I recently came across a short piece written by Joe Bunting that I found on Jane Friedman’s website, 8 Techniques to Win You a Pulitzer. I won’t go into the details (click the link for the explanation) but here they are:
1. Write long sentences.
2. Write short sentences.
3. Be lyrical.
4. Make an allusion to the Bible, or Moby Dick, or Milton.
5. Use an eponym to name your characters.
6. Be specific.
7. Write a story within a story (or a story within a story within a story).
8. Have a wide scope.
As I’m making my way through Philip Roth’s American Pastoral, I see the first technique over and over. In this example, The Swede, the book’s tortured soul, is wrestling with what he should have done, didn’t do, did do, might have done – the kind of endless hand-wringing that we all know too well. He just does it one long sentence.
“But instead he had driven directly home from the office and, because he could never calculate a decision free of its emotional impact on those who claimed his love; because seeing them suffer was his greatest hardship; because ignoring their importuning and defying expectations, even when they would not argue reasonably or to the point, seemed to him an illegitimate use of his superior strength; because he could not disillusion anyone about the kind of selfless son, husband, and father he was; because he had come so highly recommended to everyone, he sat across from Dawn at the kitchen table, watching her deliver a long, sob-wracked, half demented speech, a plea to tell nothing to the FBI.”
That’s one long sentence, complete with semicolons and everything. Technique No. 2 should be easier to master.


TASK DESCRIPTION
Word for word, print all of the entries below.
- Opening Delimiter -
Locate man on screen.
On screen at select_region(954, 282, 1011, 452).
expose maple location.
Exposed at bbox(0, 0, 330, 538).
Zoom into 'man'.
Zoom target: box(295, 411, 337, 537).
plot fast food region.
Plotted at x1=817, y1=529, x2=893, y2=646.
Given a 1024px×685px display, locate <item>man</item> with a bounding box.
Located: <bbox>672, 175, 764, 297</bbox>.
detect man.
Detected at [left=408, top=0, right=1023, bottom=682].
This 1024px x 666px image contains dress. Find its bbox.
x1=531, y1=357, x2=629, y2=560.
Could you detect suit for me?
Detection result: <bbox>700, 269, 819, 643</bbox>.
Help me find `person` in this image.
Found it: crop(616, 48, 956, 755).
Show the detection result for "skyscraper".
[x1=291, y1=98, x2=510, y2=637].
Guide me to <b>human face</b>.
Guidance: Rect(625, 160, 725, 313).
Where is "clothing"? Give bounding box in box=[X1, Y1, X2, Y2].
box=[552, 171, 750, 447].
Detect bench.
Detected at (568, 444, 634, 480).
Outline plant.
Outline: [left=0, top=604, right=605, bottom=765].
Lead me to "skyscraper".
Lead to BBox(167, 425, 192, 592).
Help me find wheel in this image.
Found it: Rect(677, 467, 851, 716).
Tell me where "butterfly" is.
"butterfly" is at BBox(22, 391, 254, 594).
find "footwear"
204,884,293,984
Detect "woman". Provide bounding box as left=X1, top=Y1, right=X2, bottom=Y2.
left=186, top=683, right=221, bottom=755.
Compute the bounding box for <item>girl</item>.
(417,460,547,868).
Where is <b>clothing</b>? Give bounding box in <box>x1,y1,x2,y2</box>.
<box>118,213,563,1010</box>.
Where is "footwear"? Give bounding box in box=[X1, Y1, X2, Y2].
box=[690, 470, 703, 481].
- Closing Delimiter -
WRITTEN RESPONSE
Locate man on screen.
On screen at select_region(954, 282, 1011, 452).
expose maple location.
Exposed at bbox(0, 0, 330, 538).
Zoom into 'man'.
Zoom target: box(295, 411, 337, 537).
plot fast food region.
Plotted at x1=817, y1=529, x2=893, y2=646.
Given a 1024px×685px display, locate <item>man</item> with a bounding box.
Located: <bbox>672, 175, 764, 297</bbox>.
detect man.
Detected at [left=408, top=0, right=1023, bottom=682].
This 1024px x 666px image contains dress. Find its bbox.
x1=531, y1=357, x2=629, y2=560.
Could you detect suit for me?
Detection result: <bbox>700, 269, 819, 643</bbox>.
Help me find `person` in this image.
Found it: crop(616, 48, 956, 755).
Show the detection result for "skyscraper".
[x1=291, y1=98, x2=510, y2=637].
Guide me to <b>human face</b>.
Guidance: Rect(625, 160, 725, 313).
Where is "clothing"? Give bounding box in box=[X1, Y1, X2, Y2].
box=[552, 171, 750, 447].
Detect bench.
Detected at (568, 444, 634, 480).
Outline plant.
Outline: [left=0, top=604, right=605, bottom=765].
Lead me to "skyscraper".
Lead to BBox(167, 425, 192, 592).
Help me find wheel in this image.
Found it: Rect(677, 467, 851, 716).
Tell me where "butterfly" is.
"butterfly" is at BBox(22, 391, 254, 594).
find "footwear"
204,884,293,984
Detect "woman". Provide bounding box as left=X1, top=Y1, right=X2, bottom=Y2.
left=186, top=683, right=221, bottom=755.
Compute the bounding box for <item>girl</item>.
(417,460,547,868).
Where is <b>clothing</b>? Give bounding box in <box>x1,y1,x2,y2</box>.
<box>118,213,563,1010</box>.
Where is "footwear"? Give bounding box in box=[X1, Y1, X2, Y2].
box=[690, 470, 703, 481].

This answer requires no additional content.